This is an excerpt from the Kyoto Journal article ‘Moving Into the Stream: An Interview with Dharma Teacher Achariya Doug Duncan” by Brendan Joseph Ries.

Spiritual Mindfulness Practice

Spiritual Mindfulness Practice

People have busy lives because they’re afraid of being not busy. We want to go to every movie, see every show, meet every friend. Social media, which I have a lot of respect for is a great example. I have 2,000 friends—keeping up with 2,000 people, what does that mean? Why would you want to?  There are other aspects but at what point are you just online cruising around because you don’t have anything better to do. There’s a tendency to need more and more information. We eat more and more food that makes us obese and in our mental diet that makes us stupid. If you look at a business like IBM they try to filter in only the information that is useful. How do you cut through all the irrelevant stuff in order to get down to what you need to get done?

That’s a problem with the Aquarian age, people want to go there, want to be here, want to do that and not miss anything, and they don’t get to it. So, what’s your priority and values? Regardless of how much you do and how much you know you’re still going to die in the end. If you want to attain wisdom, or get wiser, you need to let go into the unknown. Most of what people are pursuing is what they want to “know.”  You can’t get wisdom from knowing more; you can only get wisdom from learning more and then surrendering to the unknown to integrate it. Letting go into the unknown is what’s hard for people, because it seems like defeat.

How would you characterize a healthy Buddhist practice?

Photo: Nancy>I'm gonna SNAP! (flickr)

Photo: Nancy>I’m gonna SNAP! (flickr)

Number one: I’d take out the word Buddhist. Number two: A practice which makes you more aware, more conscious, more compassionate, calmer, clearer, brighter, more awake, more blissful, that’s a good practice.
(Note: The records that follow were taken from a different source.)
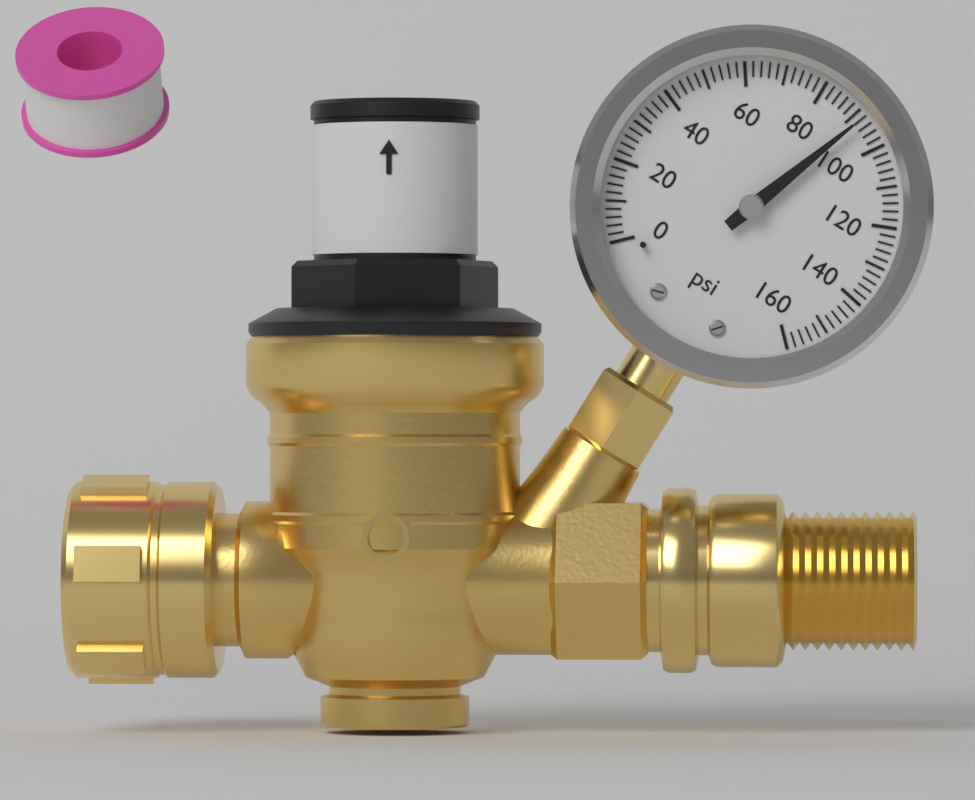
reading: 92 psi
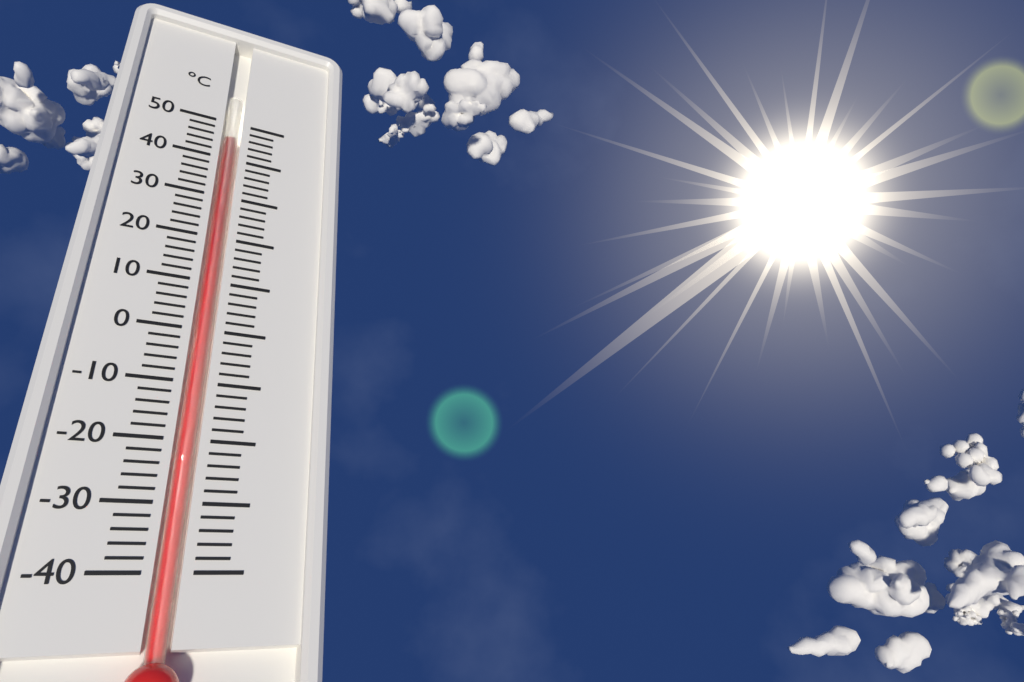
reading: 46 °C
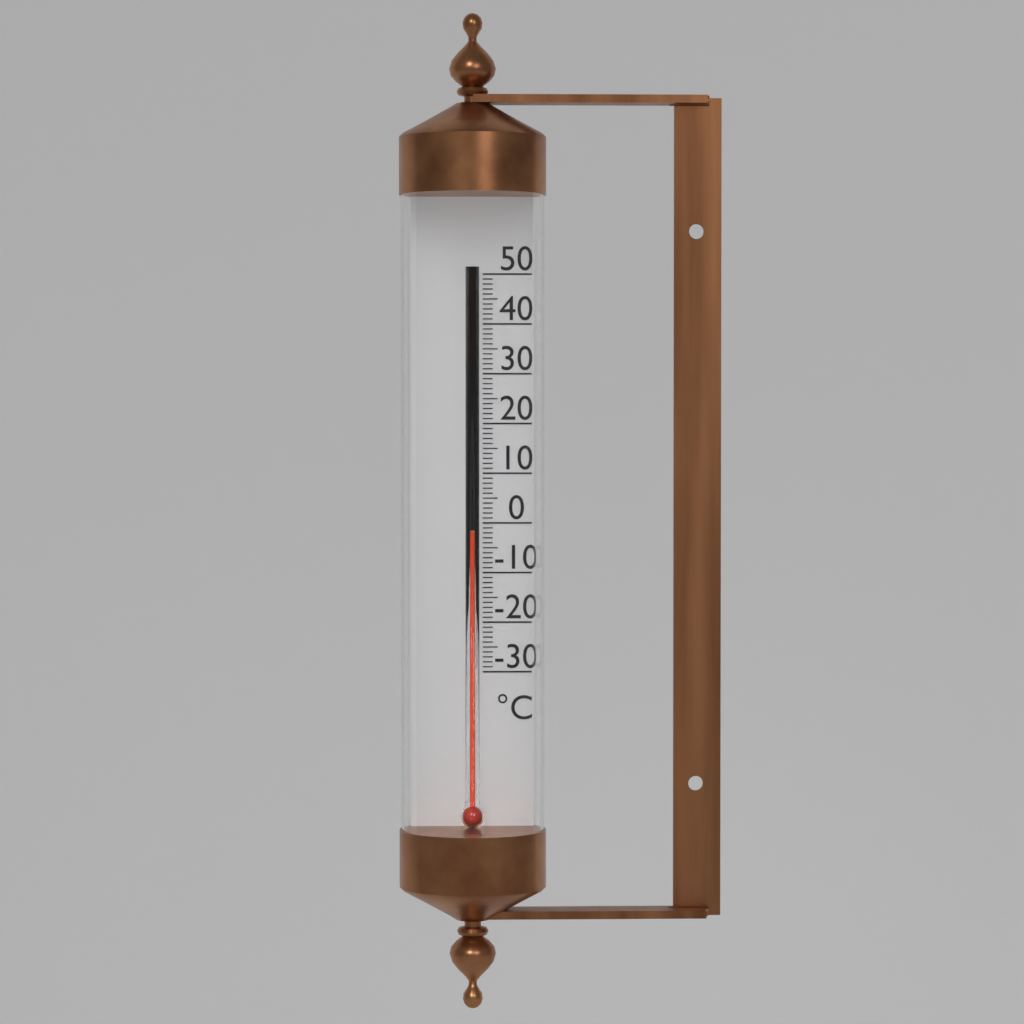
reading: -2 °C
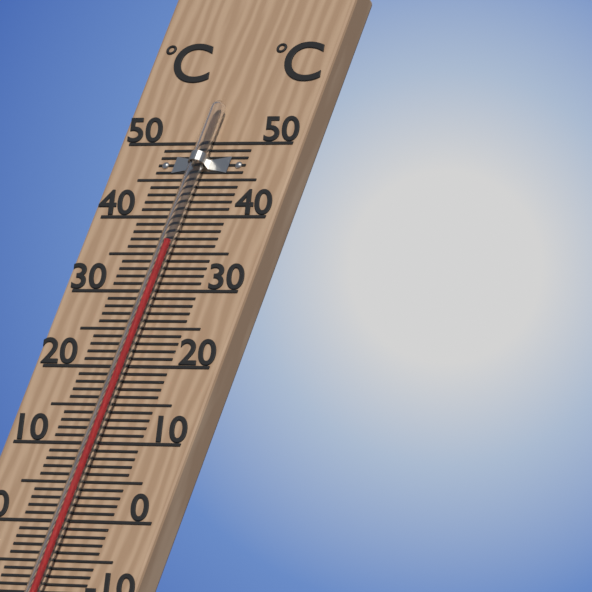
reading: 36 °C
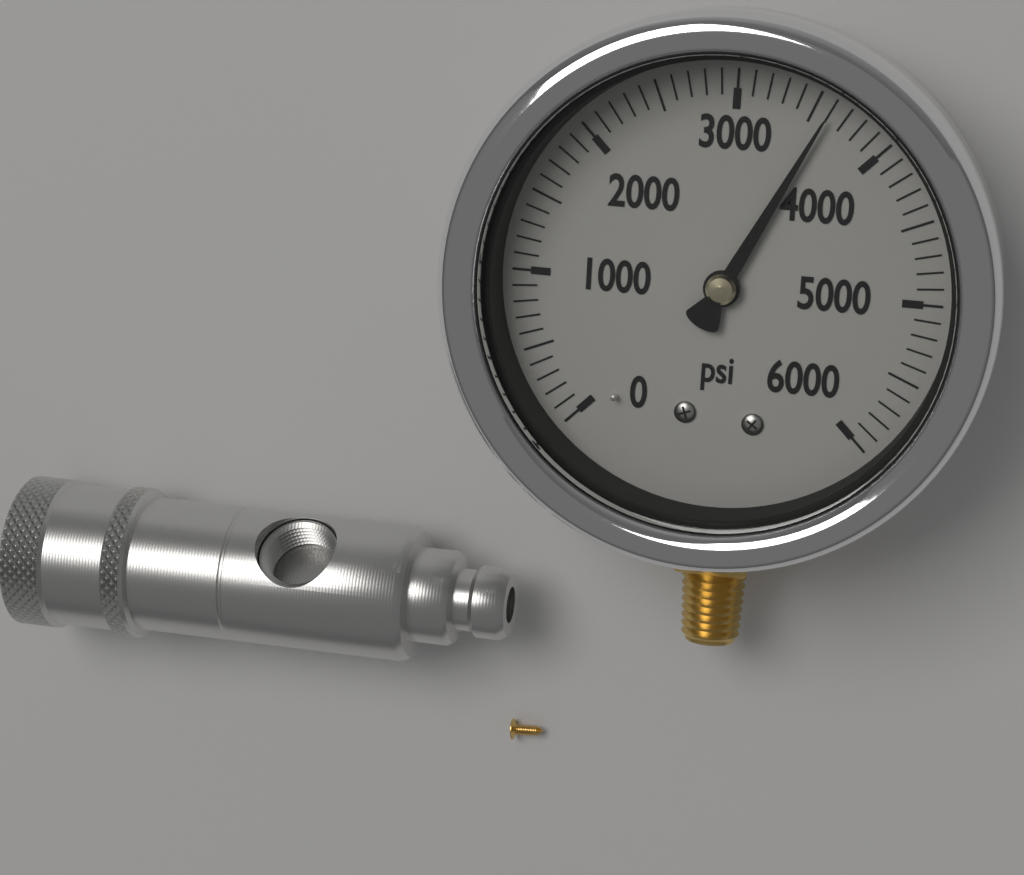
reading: 3600 psi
Some of it can be busier like yoga, some quieter like meditation; some of it can be serving an organization, as one does when performing karma yoga. Some of it can be economic like making money. A good practice is mindfulness in everything you do always. Busy mindfulness in exploring, or quiet mindfulness in terms of calm. That would be a good practice.

 

About Doug Duncan:

Doug Duncan Sensei

Achariya Doug Duncan

In 1970, the 19-year-old Saskatchewan Doug Duncan knew he had to travel. Cutting short his final year of college in Ottawa, he went overseas for a year, to Europe, India and Nepal, and then returned home through northern Africa. Back in Canada, he moved to Vancouver Island (“as a hippie”),encountered Ram Dass’ book, Be Here Now, and made a mystical connection with the Canadian-born dharma teacher George Dawson, later known as Namgyal Rinpoche. In 1974 Duncan finally met Rinpoche and commenced his spiritual training under
him.

Namgyal Rinpoche

Namgyal Rinpoche

Namgyal Rinpoche was the first Westerner to be publicly acknowledged as a Rinpoche. The 16th Karmapa, head of the Karma Kagyu lineage of Tibetan Buddhism, proclaimed him one in 1969 in Rumtek, Sikkim (now part of India). In Dawson the Karmapa saw an incarnation of Sakya Namgyal, the first in a revered line of teachers known for bringing the the dharma to
new places.

Following decades of study with the Canadian Rinpoche who freely melded Tibetan and Western traditions with Sufi, Taoist and Zen principles, Duncan was given permission to teach, and today travels each year to dharma centers throughout the world, accompanied by co-teacher Catherine Pawasarat.